Prompt. Start with the first line of the data and end with the line that holds "This screenshot has"; write out each one exactly.

Screenshot grounding data.

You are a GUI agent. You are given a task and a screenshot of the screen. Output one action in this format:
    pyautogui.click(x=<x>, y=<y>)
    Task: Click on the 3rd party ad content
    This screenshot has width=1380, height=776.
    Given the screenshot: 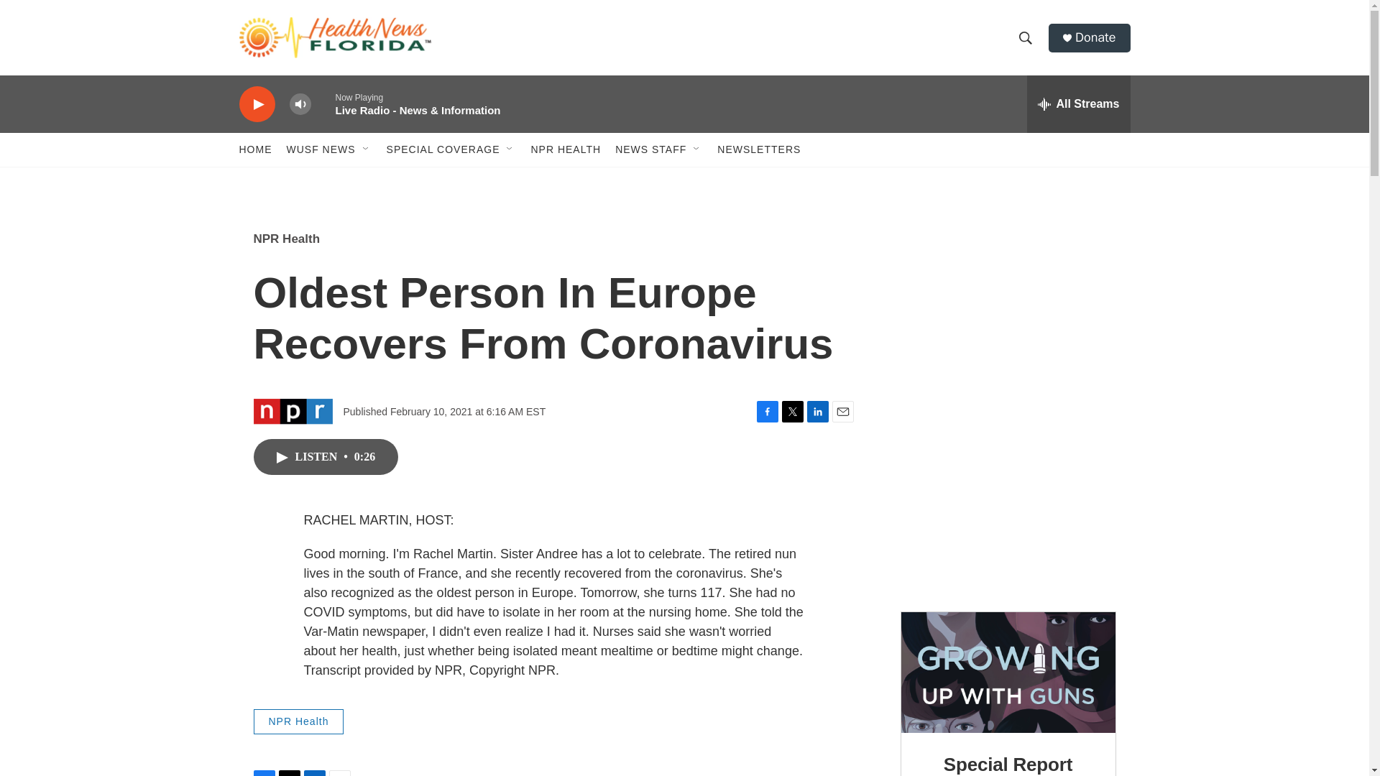 What is the action you would take?
    pyautogui.click(x=1007, y=315)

Result below.
You are a GUI agent. You are given a task and a screenshot of the screen. Output one action in this format:
    pyautogui.click(x=<x>, y=<y>)
    Task: Click on the 3rd party ad content
    This screenshot has width=1380, height=776.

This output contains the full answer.